Walking without worry
Baton Rouge is perilous for pedestrians. City and state officials are trying to make it safer. Here are a few more ways to keep walking from becoming an act of faith.
Baton Rouge remains one of the most dangerous cities in America for doing a thing most of us learned as toddlers: walking.
Why it matters: People should be able to walk to a store, a school, a bus stop or a neighbor's house without worrying that a vehicle will hit and kill them. That ought to be enough. But there is a civic argument, too. Safe walking gives people another way to move around the city. It improves daily life, especially for people who do not drive. And it can reduce traffic by turning some short car trips into foot trips.
By the numbers:
- Baton Rouge ranked No. 5 among U.S. cities for pedestrian deaths per 100,000 residents in 2024, according to a Smart Growth America report issued this month. Only Memphis, Albuquerque, Bakersfield, and Tucson ranked higher.
- Louisiana ranked second among states for pedestrian deaths per 100,000 residents. New Mexico was first. Arizona was third.
The reasons:
- The deadliest roads are often wide, fast, multi-lane state corridors built to move cars and cargo. Think Florida Boulevard.
- Nearly two-thirds of fatal pedestrian crashes happen where there is no sidewalk. About 76% occur after dark.
- Bigger vehicles make the problem worse. Pedestrian deaths involving SUVs jumped 81% in the most recent period studied.
- Alcohol is a factor in 40% of fatal pedestrian crashes.
The Baton Rouge angle: Give the city and state some credit. Both have started putting real money into walking infrastructure.
- Sidewalks have been repaired and new ones are being built. An example: Florida Boulevard is getting sidewalks from near downtown to Airline Highway, along with safer crosswalks.
- Baton Rouge also lowered speed limits in residential areas to 25 mph.
- Government Street has been reworked for safety, and crashes there have gone down.
- Baton Rouge is building complete streets as part of its MovEBR infrastructure plan.
What could help: The U.S. Department of Transportation points to several fixes that cities have used to reduce pedestrian deaths and crashes.
- Start with left turns. Downtown Baton Rouge allows left turns from one-way streets. That can be dangerous because drivers often look right for oncoming traffic when turning left, missing pedestrians crossing with the light.
- More road diets, replicating the Government Street example. Converting a four-lane road into three lanes—one lane in each direction, plus a center turn lane—can cut total crashes by 19% to 47%.
- Raised crosswalks, which combine a crossing with a speed hump, can reduce pedestrian crashes by 45%.
- Pedestrian refuge islands give walkers a safe place to pause halfway across a wide road.
- Raised medians on busy multi-lane roads can reduce pedestrian crashes by nearly 50% on roads carrying 15,000 vehicles a day.
The bottom line: Baton Rouge has started to treat walking safety as a real problem. Now it needs to treat it like an urgent one. Because a city where walking is safe gets a healthier population, less traffic as people walk more, and the benefits of good design.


Problem to solve: Reproduce exactly the lines from the one containing "Image is 781x413 pixels." through the end of the entries, including both. Drop the pictures.

Records provided:
=== Section Start ===

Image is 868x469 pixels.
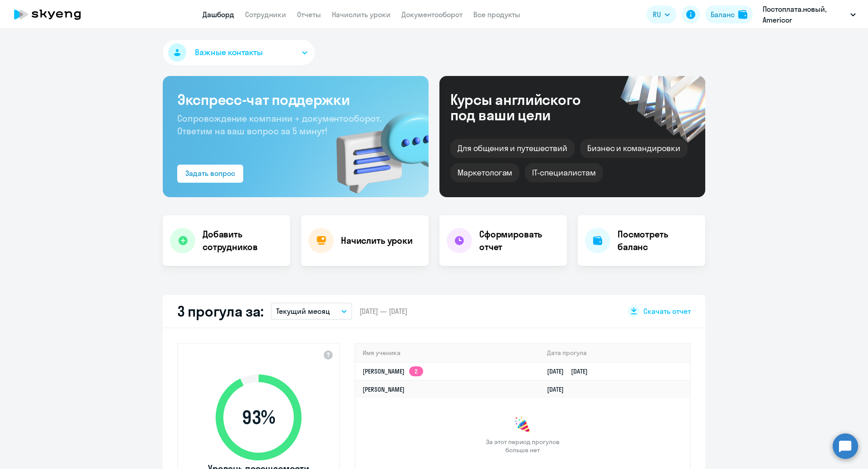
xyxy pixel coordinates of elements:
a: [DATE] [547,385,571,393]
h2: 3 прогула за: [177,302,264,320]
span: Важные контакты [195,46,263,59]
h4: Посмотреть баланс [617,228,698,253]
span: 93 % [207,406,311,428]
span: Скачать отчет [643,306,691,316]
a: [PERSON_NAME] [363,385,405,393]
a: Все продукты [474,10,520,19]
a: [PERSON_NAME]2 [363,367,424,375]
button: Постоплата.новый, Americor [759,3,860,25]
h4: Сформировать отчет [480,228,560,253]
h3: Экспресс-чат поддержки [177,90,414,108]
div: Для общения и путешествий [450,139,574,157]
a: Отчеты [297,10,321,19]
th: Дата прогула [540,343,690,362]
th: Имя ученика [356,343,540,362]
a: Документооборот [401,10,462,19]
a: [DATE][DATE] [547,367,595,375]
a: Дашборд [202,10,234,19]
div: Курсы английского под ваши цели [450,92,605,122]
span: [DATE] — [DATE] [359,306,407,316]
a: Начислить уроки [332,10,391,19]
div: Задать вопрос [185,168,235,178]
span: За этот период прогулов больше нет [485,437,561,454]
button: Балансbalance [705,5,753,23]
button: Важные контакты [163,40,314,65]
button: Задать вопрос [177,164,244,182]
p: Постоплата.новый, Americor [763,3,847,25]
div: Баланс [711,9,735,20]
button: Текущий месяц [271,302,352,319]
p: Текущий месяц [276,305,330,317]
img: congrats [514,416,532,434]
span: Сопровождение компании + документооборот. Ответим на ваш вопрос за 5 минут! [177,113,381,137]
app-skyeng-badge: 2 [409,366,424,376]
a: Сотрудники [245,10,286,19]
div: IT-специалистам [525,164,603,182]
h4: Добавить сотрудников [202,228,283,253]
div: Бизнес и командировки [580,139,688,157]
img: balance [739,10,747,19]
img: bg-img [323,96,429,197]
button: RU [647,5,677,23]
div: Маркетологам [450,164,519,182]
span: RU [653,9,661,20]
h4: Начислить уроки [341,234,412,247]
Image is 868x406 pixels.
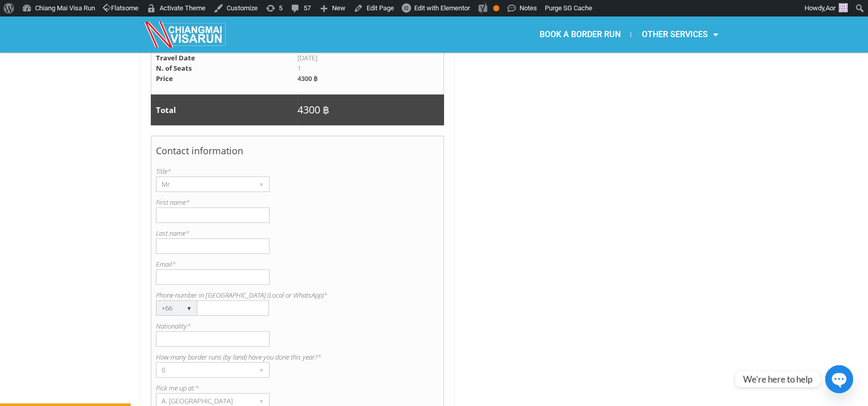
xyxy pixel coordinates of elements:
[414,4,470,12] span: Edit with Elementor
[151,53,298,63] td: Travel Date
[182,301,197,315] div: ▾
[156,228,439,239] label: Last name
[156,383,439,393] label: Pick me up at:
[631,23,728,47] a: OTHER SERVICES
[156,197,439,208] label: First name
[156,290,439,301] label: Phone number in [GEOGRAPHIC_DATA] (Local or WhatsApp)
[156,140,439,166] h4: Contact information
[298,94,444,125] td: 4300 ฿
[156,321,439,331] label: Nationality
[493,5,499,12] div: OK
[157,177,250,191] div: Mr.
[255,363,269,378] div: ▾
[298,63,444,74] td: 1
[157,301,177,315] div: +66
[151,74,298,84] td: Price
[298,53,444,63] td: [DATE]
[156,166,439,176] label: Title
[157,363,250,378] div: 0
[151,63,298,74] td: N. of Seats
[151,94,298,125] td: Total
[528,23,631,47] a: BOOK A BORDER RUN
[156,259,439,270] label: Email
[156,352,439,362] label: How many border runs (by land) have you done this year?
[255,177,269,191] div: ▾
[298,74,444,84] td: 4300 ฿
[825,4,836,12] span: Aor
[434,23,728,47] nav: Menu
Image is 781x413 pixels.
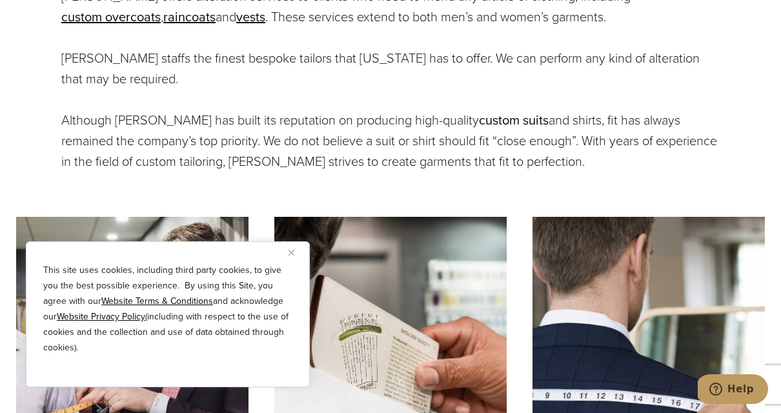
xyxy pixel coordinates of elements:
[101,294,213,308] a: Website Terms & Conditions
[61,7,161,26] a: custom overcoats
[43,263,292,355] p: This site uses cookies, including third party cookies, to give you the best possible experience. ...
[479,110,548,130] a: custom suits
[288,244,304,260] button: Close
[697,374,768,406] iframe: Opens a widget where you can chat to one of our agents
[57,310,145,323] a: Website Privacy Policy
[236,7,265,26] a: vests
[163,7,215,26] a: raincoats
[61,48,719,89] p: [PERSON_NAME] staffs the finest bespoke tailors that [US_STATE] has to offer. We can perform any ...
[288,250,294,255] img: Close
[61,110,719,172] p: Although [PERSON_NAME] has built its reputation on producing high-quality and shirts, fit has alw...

=== Section End ===

Task output:
Image is 781x413 pixels.
xyxy pixel coordinates of elements:
[101,294,213,308] a: Website Terms & Conditions
[61,7,161,26] a: custom overcoats
[43,263,292,355] p: This site uses cookies, including third party cookies, to give you the best possible experience. ...
[479,110,548,130] a: custom suits
[288,244,304,260] button: Close
[697,374,768,406] iframe: Opens a widget where you can chat to one of our agents
[57,310,145,323] a: Website Privacy Policy
[236,7,265,26] a: vests
[163,7,215,26] a: raincoats
[61,48,719,89] p: [PERSON_NAME] staffs the finest bespoke tailors that [US_STATE] has to offer. We can perform any ...
[288,250,294,255] img: Close
[61,110,719,172] p: Although [PERSON_NAME] has built its reputation on producing high-quality and shirts, fit has alw...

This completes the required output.